Wolf reintroduction happened so fast in Montana and Idaho, the states are expanding hunting. Here’s what Colorado can learn.
Colorado Sun
Courtesy CPW
KALISPELL, Montana — The gray wolf population is robust enough in Montana that officials are preparing to extend hunting season on the state’s most controversial animals and allow snare traps that grab them by the neck.
And in next-door Idaho, where hunting and trapping season is pretty much year-round, hunters can use night-vision goggles and ATVs to chase down gray wolves in the dark on private land. To keep that state’s 1,500 wolf population steady, about 40% are killed off each year through hunting and trapping, and by the Idaho Fish and Game in retaliation for livestock attacks.
Both northern states reintroduced wolves after they had been gone for decades. Their advice to Colorado as it prepares for a voter-approved reintroduction of the gray wolf is the same: Expect the wolf population to repopulate quickly, as long as the new predators of the forest have the right habitat with plenty of deer, elk and moose to eat.

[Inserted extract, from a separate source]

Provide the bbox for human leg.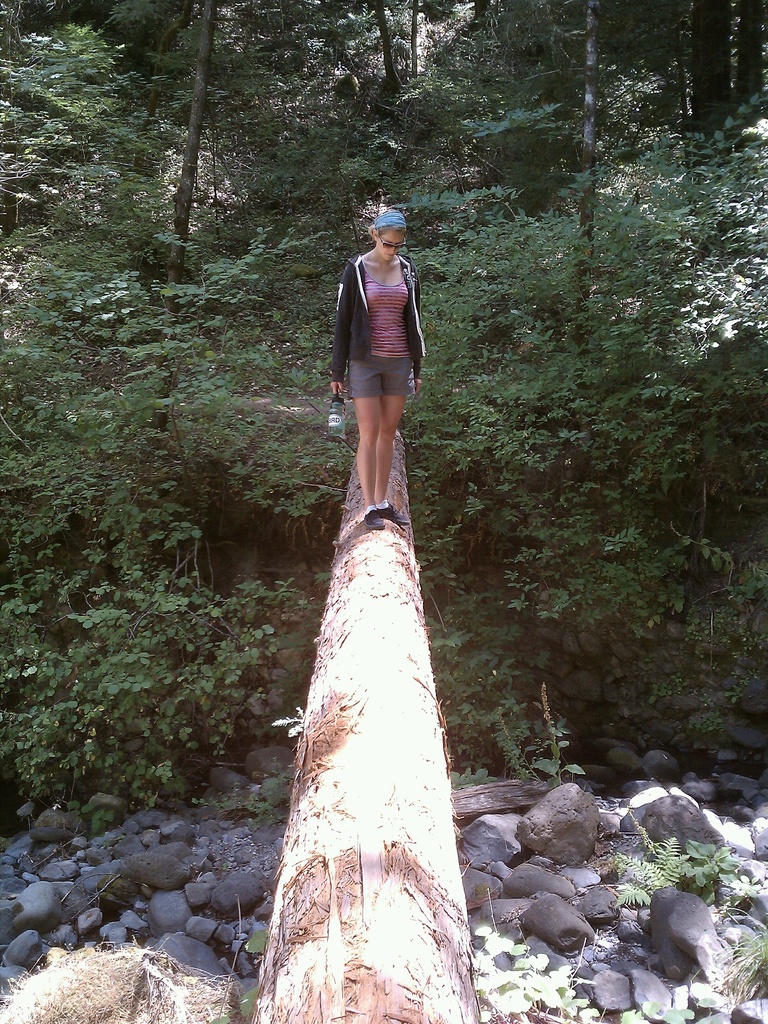
box=[378, 367, 413, 524].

“I’m guessing that once wolves get established there, they will take off and do pretty darn well,” said Neil Anderson, a wildlife manager for the northwest region of Montana Fish, Wildlife and Parks. “They will take off pretty quickly, is my guess.”
Nature is already proving the case.
Colorado Parks and Wildlife confirmed last year that a gray wolf had roamed into the northwest corner of the state from a Wyoming pack near Yellowstone National Park. Then wildlife officials announced the wolf had a mate. And last week, CPW announced that the collared wolves known as John and Jane now have six pups.